Sandro helps Jewel Osco keep it “Local”

"Local" showcases Chicagoans in a rich color palette

“Local” showcases Chicago

The main commercial for Jewel Osco’s new Local campaign features a series of yearbook style customer close-ups that transform into a lively celebration of Chicago on a sunny afternoon. It’s a minute-long day in the life of a store that’s been part of the Windy City for a hundred years.

“The spot is really portraits of the different types of people who live in Chicago,” explains director Sandro Miller, who shot most of the footage in and around Jewel’s West Loop store on DesPlaines Ave. “We all eat together. We all cook together. We love to eat and share with our neighbors.”

By doing without tiresome details of groceries and prescription drugs, the story has time to focus on the communities that thrive around individual stores. As the narrator describes, “what brings us together” and “pride in where we come from,” the visuals help confirm that, “around here, being local is a pretty big deal.”

 

 

Chicago freelance team Mary Beth Adduci, Karin Rose, and Parry Metz created the concept with Ivie & Associates, a global marketing firm headquartered in Dallas that handles work for Albertson’s, Jewel Osco’s parent company since 2013. Their recent efforts with Sandro include a 2016 campaign for the American Cancer Society.

“They understood how I work with people,” says Sandro, a survivor himself. “I feel empathy. I’ve virtually felt every single emotion out there. I’ve been there.”

Utopic handled editing and post, but the company’s contribution began during pre-production.

"Loocal" focuses on the communities that thrive around individual stores.
“Loocal” focuses on the communities that thrive around individual stores.

“We saw the boards and saw it was focused so heavily on portraits,” explains Executive Producer Heather Mitchell. “I thought Sandro would be a great person to shoot with.”

The emphasis on regional tradition reminded her and Editor Kat Pryor of Southern Comfort’s The Spirit of New Orleans, a spot with a huge cast and a Big Easy vibe that Sandro filmed and Utopic edited earlier this year.

“As they were shooting the vignettes, Sandro would pull people aside and get their portraits,” says Pryor. “Editorially, it really was just finding the special moments within each vignette and scenario.”

In keeping with the theme, the team also made sure to include Chicagocentric elements such as a goat that, evidently, no longer wields a curse, and a pair of curbside parking spots reserved with lawn furniture.

Throughout the spot, Sandro’s knack for capturing genuine emotion is bathed in a rich color palette. The portraits are intense yet cozy; the group shots, entirely natural.

Most of the cast members are true Chicagoans. Whether a single shopper in the produce aisle or a couple friends on a front stoop, the combination of actors and non-actors who light up the screen reflects the creators’ dedication to authenticity.

Sandro with goat
Sandro with goat

“We wanted people from this city,” says Sandro. “The skateboarder is one of Chicago’s top skateboarders. The band is a real band. The casting house Planet Earth helped find a lot of them. Makes a little bit harder to direct, but you get something that is more authentic.”

He also “helped Jewel tap into the 30-something demographic” by working with “a few of these cool-looking people.”

“We shot quite a few hipsters,” he continues. “Bicycle messengers, they eat too. They go to Jewel.”

Decades ago, the local Jewel Osco in Elgin, IL, would have included Sandro himself among the future hipsters perusing the aisles. Not only was it the store where his single mother sent him “to get whatever was needed to make dinner,” but it also became the location where the “defining moment” of his life took place.

“They just happened to have a magazine rack that was a magnet to me,” he recalls. “One day I picked up American Photography and saw photos by Irving Penn. I decided this is what I want to do with my whole life, to have moments with people and record and share them with the whole world.”

Sandro recounted this experience in his treatment, which included a self-portrait taken in front of that very same store. He shot it after buying food to cook for his 88 year-old Aunt Zia, an “inseparable” companion of his mother.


__PROBLEM TO WORK ON__. In the listing below, look for "values" and copy every line that has it.

__GIVEN RECORDS__.
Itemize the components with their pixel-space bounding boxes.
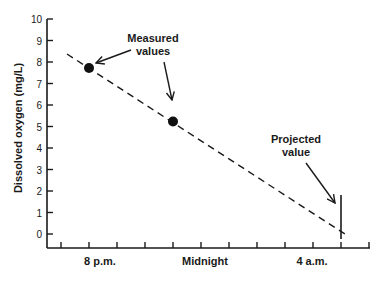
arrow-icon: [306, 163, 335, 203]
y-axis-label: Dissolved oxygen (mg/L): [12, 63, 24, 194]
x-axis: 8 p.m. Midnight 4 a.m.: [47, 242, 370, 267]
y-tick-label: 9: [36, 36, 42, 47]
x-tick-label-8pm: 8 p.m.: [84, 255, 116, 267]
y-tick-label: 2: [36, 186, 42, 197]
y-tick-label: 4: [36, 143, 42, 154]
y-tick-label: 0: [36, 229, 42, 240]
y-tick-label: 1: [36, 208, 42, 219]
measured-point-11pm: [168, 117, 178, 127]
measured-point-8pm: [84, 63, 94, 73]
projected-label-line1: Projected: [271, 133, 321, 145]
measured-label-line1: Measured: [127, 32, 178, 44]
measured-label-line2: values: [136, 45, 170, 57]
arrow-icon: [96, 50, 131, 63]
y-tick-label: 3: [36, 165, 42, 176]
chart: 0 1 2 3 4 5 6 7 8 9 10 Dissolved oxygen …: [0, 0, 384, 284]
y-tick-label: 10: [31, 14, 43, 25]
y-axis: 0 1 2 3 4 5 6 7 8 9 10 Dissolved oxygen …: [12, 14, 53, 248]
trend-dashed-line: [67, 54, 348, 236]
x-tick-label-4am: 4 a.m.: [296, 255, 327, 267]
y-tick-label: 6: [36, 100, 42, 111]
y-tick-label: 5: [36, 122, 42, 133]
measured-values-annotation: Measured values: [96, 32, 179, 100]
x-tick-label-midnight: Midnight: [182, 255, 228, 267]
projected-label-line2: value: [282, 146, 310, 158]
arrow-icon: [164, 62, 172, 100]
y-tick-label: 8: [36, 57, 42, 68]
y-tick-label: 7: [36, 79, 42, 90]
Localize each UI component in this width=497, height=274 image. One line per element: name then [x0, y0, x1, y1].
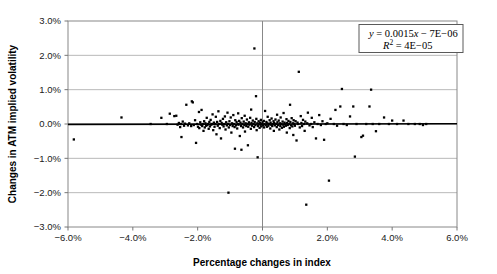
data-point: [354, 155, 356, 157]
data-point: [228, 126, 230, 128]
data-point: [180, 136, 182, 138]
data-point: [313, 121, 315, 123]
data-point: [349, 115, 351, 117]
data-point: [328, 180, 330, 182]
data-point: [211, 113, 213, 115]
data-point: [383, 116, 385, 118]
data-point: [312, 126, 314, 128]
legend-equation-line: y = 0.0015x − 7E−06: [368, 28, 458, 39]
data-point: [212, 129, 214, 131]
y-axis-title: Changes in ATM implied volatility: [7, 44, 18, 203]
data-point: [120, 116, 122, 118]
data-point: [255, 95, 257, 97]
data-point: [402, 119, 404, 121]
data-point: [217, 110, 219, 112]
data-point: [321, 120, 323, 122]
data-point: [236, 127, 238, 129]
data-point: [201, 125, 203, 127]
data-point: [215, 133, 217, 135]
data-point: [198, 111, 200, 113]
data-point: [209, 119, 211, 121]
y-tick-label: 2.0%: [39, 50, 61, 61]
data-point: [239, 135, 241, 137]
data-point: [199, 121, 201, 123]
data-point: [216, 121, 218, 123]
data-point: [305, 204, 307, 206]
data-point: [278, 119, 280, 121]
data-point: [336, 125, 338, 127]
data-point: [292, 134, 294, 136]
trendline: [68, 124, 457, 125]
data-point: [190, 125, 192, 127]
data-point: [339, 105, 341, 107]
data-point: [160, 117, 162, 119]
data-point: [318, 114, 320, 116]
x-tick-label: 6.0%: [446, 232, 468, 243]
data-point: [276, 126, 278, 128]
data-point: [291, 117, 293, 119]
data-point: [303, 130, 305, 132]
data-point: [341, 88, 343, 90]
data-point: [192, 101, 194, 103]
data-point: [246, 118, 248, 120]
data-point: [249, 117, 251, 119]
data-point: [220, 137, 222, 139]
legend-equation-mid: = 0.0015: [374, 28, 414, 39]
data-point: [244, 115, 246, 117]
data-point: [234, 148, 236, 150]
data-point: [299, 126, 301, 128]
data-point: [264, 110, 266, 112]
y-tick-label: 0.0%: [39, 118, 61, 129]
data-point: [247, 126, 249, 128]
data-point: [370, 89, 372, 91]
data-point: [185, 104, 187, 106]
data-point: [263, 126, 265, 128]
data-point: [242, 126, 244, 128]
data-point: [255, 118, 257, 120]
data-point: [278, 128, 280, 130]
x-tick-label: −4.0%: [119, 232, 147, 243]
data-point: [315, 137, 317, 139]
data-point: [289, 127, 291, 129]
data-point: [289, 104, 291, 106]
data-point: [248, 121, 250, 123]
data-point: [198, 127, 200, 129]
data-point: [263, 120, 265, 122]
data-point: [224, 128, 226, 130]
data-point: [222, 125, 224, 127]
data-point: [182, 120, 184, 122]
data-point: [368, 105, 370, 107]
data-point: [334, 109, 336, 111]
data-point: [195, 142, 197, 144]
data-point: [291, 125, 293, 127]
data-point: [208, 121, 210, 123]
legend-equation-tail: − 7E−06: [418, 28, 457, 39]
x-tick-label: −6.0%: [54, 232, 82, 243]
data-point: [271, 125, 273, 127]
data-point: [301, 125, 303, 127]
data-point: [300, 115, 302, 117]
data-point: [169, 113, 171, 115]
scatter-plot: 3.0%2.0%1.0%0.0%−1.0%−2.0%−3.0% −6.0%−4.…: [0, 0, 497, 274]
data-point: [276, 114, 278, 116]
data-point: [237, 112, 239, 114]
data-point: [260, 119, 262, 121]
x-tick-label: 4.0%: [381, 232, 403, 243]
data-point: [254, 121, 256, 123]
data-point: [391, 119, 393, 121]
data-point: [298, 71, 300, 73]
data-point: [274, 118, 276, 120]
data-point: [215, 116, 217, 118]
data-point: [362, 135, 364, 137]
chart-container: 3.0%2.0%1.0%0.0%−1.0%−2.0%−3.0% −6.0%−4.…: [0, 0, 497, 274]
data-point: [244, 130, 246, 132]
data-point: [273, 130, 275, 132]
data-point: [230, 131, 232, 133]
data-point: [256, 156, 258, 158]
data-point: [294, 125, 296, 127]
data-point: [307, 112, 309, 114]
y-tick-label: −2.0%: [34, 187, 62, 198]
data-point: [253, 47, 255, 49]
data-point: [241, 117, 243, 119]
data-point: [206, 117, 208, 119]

__RESPONSE TO THIS EXERCISE__.
measured-label-line2: values: [136, 45, 170, 57]
measured-values-annotation: Measured values: [96, 32, 179, 100]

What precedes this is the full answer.